Speeding Through Haskell

What's going on?

As you might have noticed, updates have died down a while ago. As I've been pouring more and more energy into other life stuff (mainly college and gender transition) I've realized that I don't have the zeal necessary to finish this book anymore. I apologize about that; I believe that, given more time, it could have turned into something quite special. But this is where you come in: I hereby release this book under the Creative Commons Attribution 4.0 International license. This means that you're free to make your own changes and even finish the book and sell it as long as you attribute my contribution to Arya Popescu (that's me!). I would also like to apologize for sometimes overly gendered language (I didn't know what was what back then, but that's not really an excuse); I will probably go and correct that myself as I can't bear to let it stand, but if you do start working on it before I get a chance to correct it I would ask you that you do so.

Phew! That was a scary thing to write. Thanks for reading and check back around mid-June (2015) for the source code of the book. Until then, farewell!

Arya (formerly Mihai)

Old description:

Welcome to Speeding Through Haskell, home of the newest Haskell programming book. It's so new, it's not even finished yet!

Haskell is an awesome programming language. It's a lot more mathematically rigorous than others, which means that programs can be proven to be correct and in most cases, if they compile, they will run just fine too. This involves new challenges, however. For instance, you can't change even a single "variable". Everything is done via recursion and other tricks. Don't worry, it'll seem very natural once you try it out.

You can take a look, but keep in mind that it's a work in progress. Some things may be inaccurate; many will be incomplete. Things marked [fixme] are broken; [xref] tags indicate missing cross-references. I'm aiming for about 15-20 chapters for the finished book --- it's going to take a while.

Meanwhile, you might want to shoot an email to questions at sthaskell dot com for corrections (if something's even slightly wrong), suggestions (if something's missing or poorly explained) or just to say hello. However, the #haskell freenode channel is a better place for general Haskell questions. There are many awesome people over there happy to answer yours (I go by the name brisingr).

If you want the book, you can download it (alt link). It's the same version as the one below, but the footnotes, cross-references and the table of contents are clickable (depending on your PDF viewer). Don't forget to check back often for updates!

Changes
More fold stuff 
Back! Added explanation of folds 
More exercises! 
Exercises! I've started adding exercises to every section in the book!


Problem requirements
Below are the records; copy each line in them that holds the word "annotation".

[Extracted data entries]
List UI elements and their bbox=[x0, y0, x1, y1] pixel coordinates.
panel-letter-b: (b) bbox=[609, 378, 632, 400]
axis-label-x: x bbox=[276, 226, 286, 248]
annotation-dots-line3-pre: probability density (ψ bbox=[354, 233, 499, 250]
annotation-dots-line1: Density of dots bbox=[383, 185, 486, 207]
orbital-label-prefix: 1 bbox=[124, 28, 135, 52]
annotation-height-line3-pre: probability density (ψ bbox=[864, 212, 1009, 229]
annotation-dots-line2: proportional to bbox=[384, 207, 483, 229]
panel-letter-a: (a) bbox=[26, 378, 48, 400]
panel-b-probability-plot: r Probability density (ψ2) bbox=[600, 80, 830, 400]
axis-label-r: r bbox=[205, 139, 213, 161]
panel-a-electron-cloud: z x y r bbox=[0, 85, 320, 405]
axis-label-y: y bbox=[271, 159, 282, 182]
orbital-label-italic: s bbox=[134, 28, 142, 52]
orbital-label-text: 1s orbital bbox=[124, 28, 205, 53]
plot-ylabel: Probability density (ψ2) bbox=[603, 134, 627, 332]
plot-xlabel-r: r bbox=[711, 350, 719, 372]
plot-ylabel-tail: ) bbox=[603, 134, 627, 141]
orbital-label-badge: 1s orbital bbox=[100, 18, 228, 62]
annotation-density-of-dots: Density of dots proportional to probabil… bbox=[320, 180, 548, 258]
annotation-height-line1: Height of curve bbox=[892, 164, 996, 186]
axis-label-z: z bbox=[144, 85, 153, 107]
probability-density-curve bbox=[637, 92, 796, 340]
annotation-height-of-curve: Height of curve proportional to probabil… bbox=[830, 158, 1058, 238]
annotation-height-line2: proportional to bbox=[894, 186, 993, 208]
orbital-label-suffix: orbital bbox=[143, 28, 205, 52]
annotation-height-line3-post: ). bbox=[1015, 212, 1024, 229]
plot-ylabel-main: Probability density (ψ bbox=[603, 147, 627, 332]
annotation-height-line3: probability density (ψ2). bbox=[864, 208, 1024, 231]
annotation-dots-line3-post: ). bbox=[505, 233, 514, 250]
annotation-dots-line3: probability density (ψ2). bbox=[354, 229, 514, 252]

Task answer
annotation-dots-line3-pre: probability density (ψ bbox=[354, 233, 499, 250]
annotation-dots-line1: Density of dots bbox=[383, 185, 486, 207]
annotation-height-line3-pre: probability density (ψ bbox=[864, 212, 1009, 229]
annotation-dots-line2: proportional to bbox=[384, 207, 483, 229]
annotation-density-of-dots: Density of dots proportional to probabil… bbox=[320, 180, 548, 258]
annotation-height-line1: Height of curve bbox=[892, 164, 996, 186]
annotation-height-of-curve: Height of curve proportional to probabil… bbox=[830, 158, 1058, 238]
annotation-height-line2: proportional to bbox=[894, 186, 993, 208]
annotation-height-line3-post: ). bbox=[1015, 212, 1024, 229]
annotation-height-line3: probability density (ψ2). bbox=[864, 208, 1024, 231]
annotation-dots-line3-post: ). bbox=[505, 233, 514, 250]
annotation-dots-line3: probability density (ψ2). bbox=[354, 229, 514, 252]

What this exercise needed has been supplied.